Personally I was thinking of generating a federated set based on user reporting. Perhaps enhanced by checking with the central service as mentioned above. This db can then be synced with trusted instances.

Something like that could work, maybe obscuring some of the hash content (random parts of it) so that it doesn’t become a way to actually find the stuff.

Whatever decisions are made have to be well thought through so as not to make the problem worse.

modulus ,

Well, in a way that’s what we’re doing now, and by and large it works but obviously there’s some leakage, which is impossible to bring down to zero but which makes sense working on improving.

The other side of the coin is that the price of this moderation model is subjecting a lot more people to a lot more horrible shit, and I unfortunately don’t know any way around that.

Wikipedia Fighting Overseas SLAPP Suit Because Someone Didn’t Like The Factual Info Posted About Them (www.techdirt.com)

The case started in August 2021 with a complaint that de Paço was upset about the Portuguese and English language versions of the articles about him. The first judicial pass went well. But that’s where the good news ends. The next level of Portugal’s court system decided the lower court was wrong about everything, which...

modulus ,

Clearly this particular suit by this particular person is iffy. However, I don’t think this framing is very good: the fact Wikimedia is headquartered elsewhere shouldn’t make it immune from being sued where an affected party lives.

Also, this part of the article seems a bit contradictory:

Just because someone doesn’t like what’s written about them doesn’t give them the right to unmask contributors. And if the plaintiff still believes he’s been wronged by these contributors, he can definitely sue them personally for libel (or whatever). What he has no right to demand is that a third party unmask users simply because it’s the easiest target to hit.

Ok, but how does he sue them personally without knowing who they are? It’s fine to say this shouldn’t be regarded as libel (I agree, it’s a factual point, should be covered by exceptio veritatis or whatever) but I think it’s a bit dishonest to say you can’t hit Wikimedia, go after the individual users; but also, Wikimedia shouldn’t be forced to reveal them.

Much better if the court would consider this information as being accurate and in the public interest.

Of course the GDPR cuts two ways here, because political information is an especially protected category, with certain exceptions (notorious information).

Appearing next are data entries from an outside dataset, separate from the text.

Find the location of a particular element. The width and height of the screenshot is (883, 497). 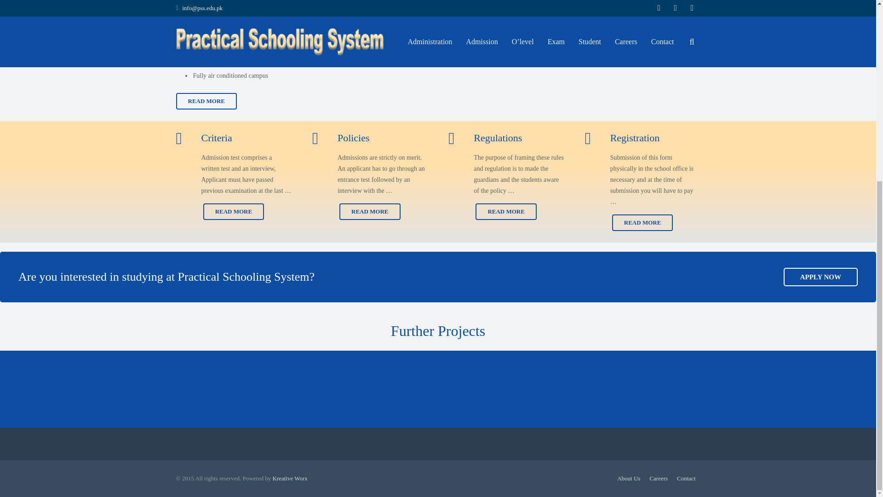

Regulations is located at coordinates (506, 141).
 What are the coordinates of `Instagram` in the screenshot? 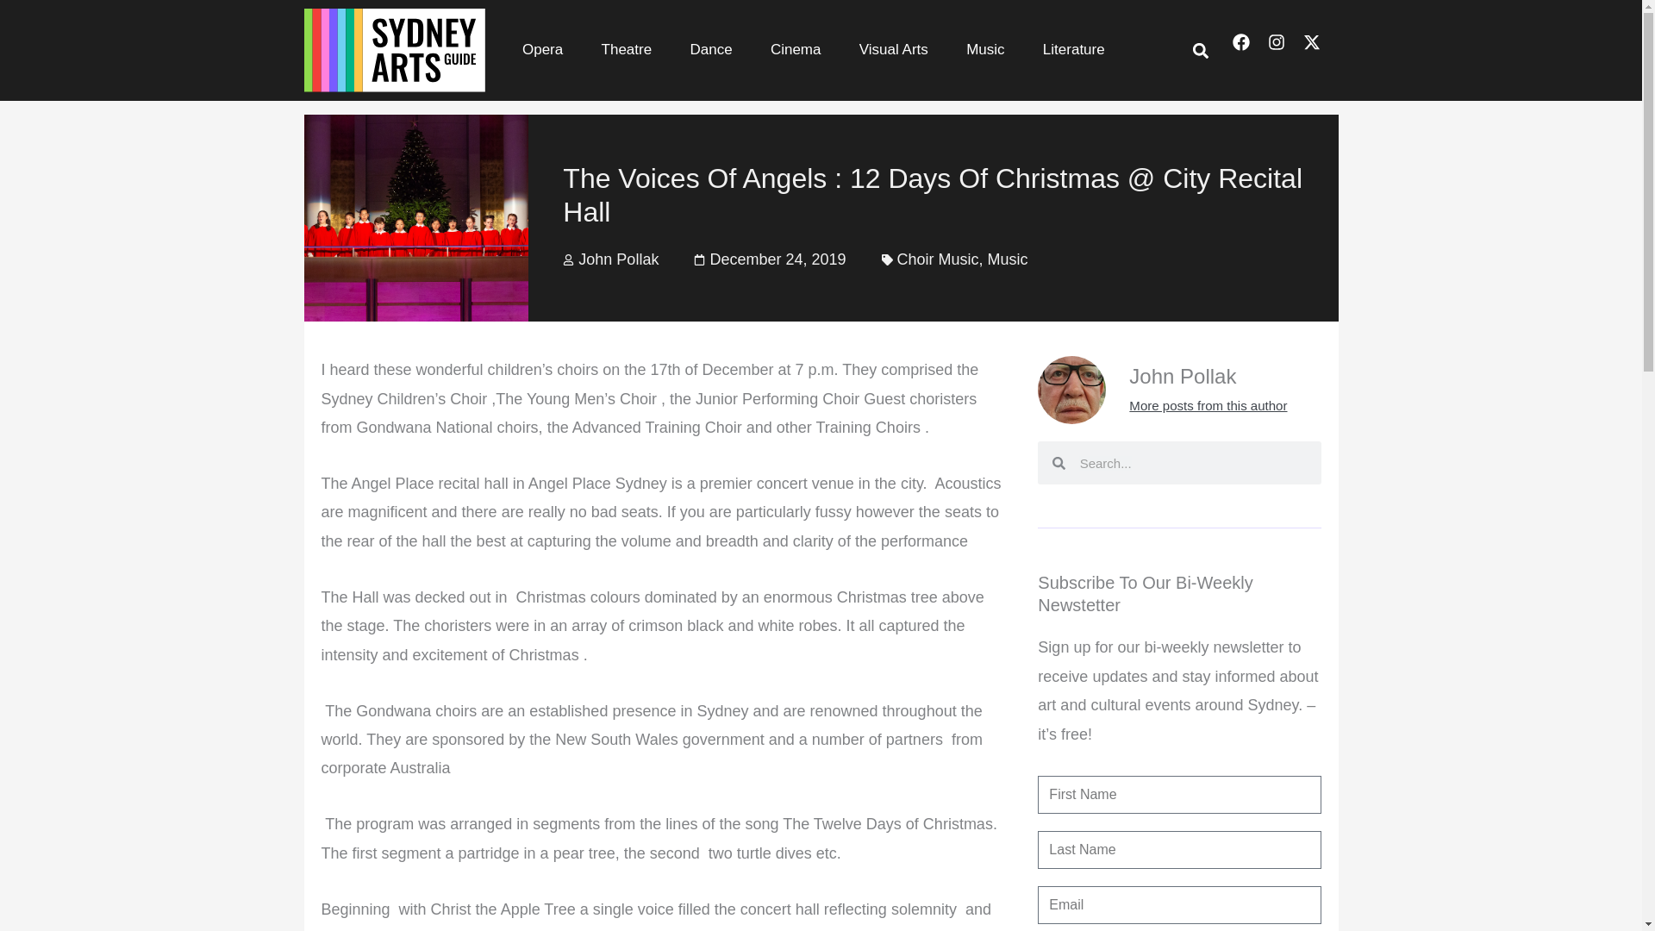 It's located at (1284, 50).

So I’m not sure how the information on this person’s affiliation to the far right was obtained and so on.

modulus ,

I generally agree, though I could be convinced of recurring payment in the case of high speed APIs that need a lot of updates to keep working. Chasing an API can be a lot of work.

Of course, a solution to that is having an up-front payment and letting people update as they wish–if there’s new value in the new releases presumably they will.

modulus ,

Thank goodness. But now what? I wonder if we’ll have another election by the end of the year.

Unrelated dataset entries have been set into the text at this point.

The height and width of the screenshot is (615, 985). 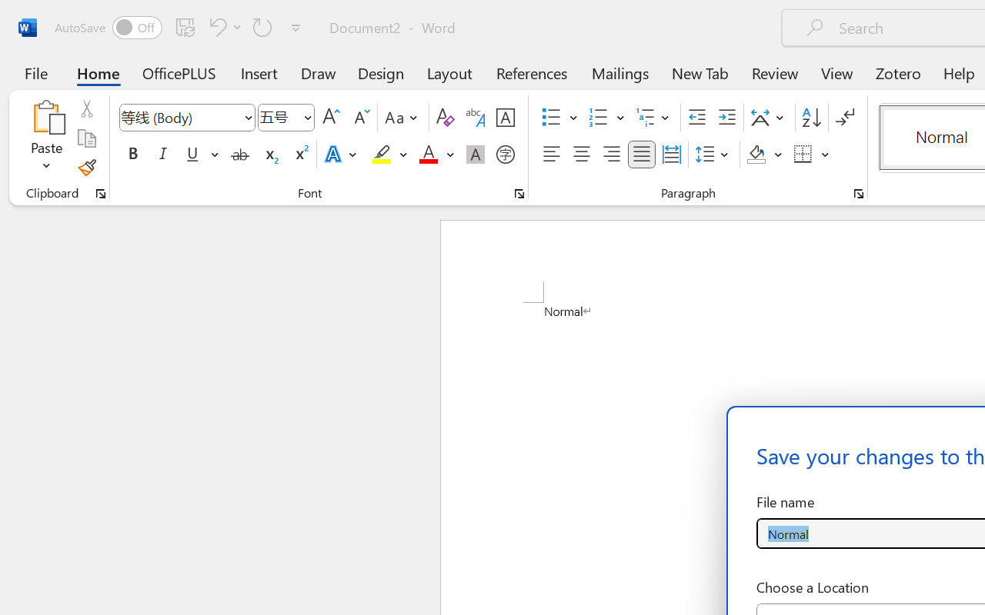 What do you see at coordinates (179, 72) in the screenshot?
I see `OfficePLUS` at bounding box center [179, 72].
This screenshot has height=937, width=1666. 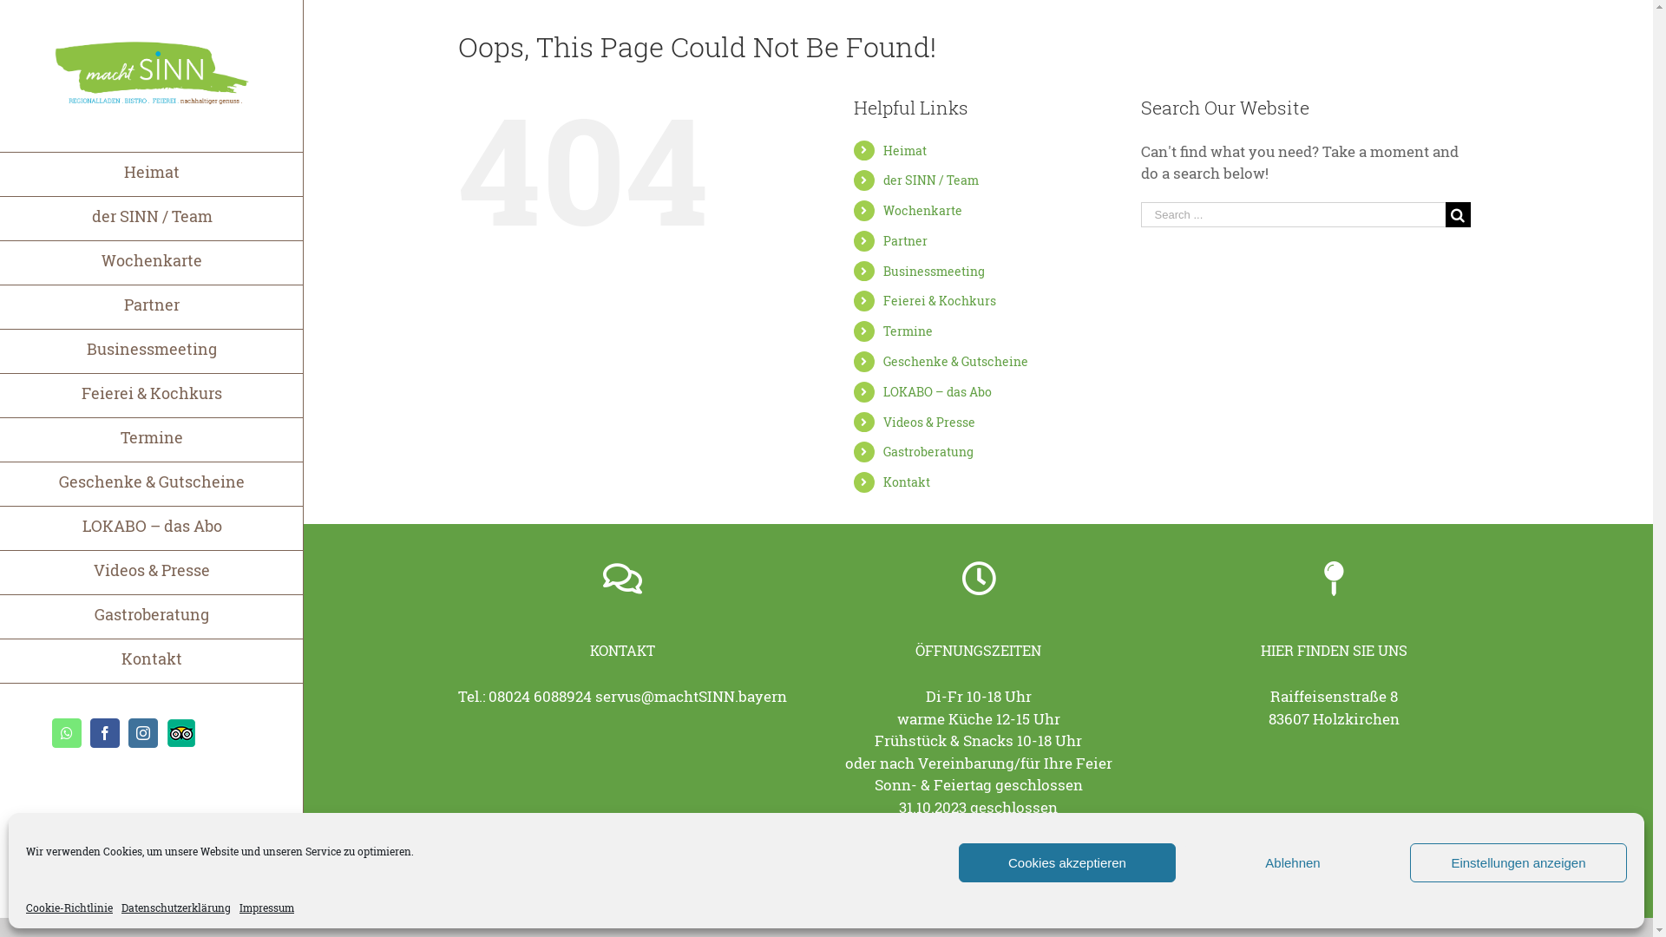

Hoping for the undoubtedly difficult negotiations to yield a left government instead.

modulus ,

It’s not primarily the younger voters going fash though. Otherwise I mostly agree with your comment.

modulus ,

I find it impossible not to see it as a symmetric situation. The notion the US is restricting access to chips for natsec reasons may be true, if that includes restricting Chinese economic and technical development to maintain its hegemony. That China responds in kind is not only to be expected, but also fair from any possible neutral stance. The special pleading is especially apparent here. “No, it’s different when they do it to us because we’re the good guys.” Really?

modulus ,

Greg Egan’s Distress has some of that.

modulus ,

In spite of which, there’s a pretty good chance that the government will change in the upcoming elections in July. There’s been lots of good economic policy, but it isn’t satisfying people.

modulus OP ,

Hi there,

Just replying to this post to indicate that Lemmy seems to have fixed this. At least from lemmy.ml, paragraphs now appear properly separated to NVDA on Firefox. Yay!

This was, silly or not, one of the most annoying Lemmy a11y niggles for me. Forward!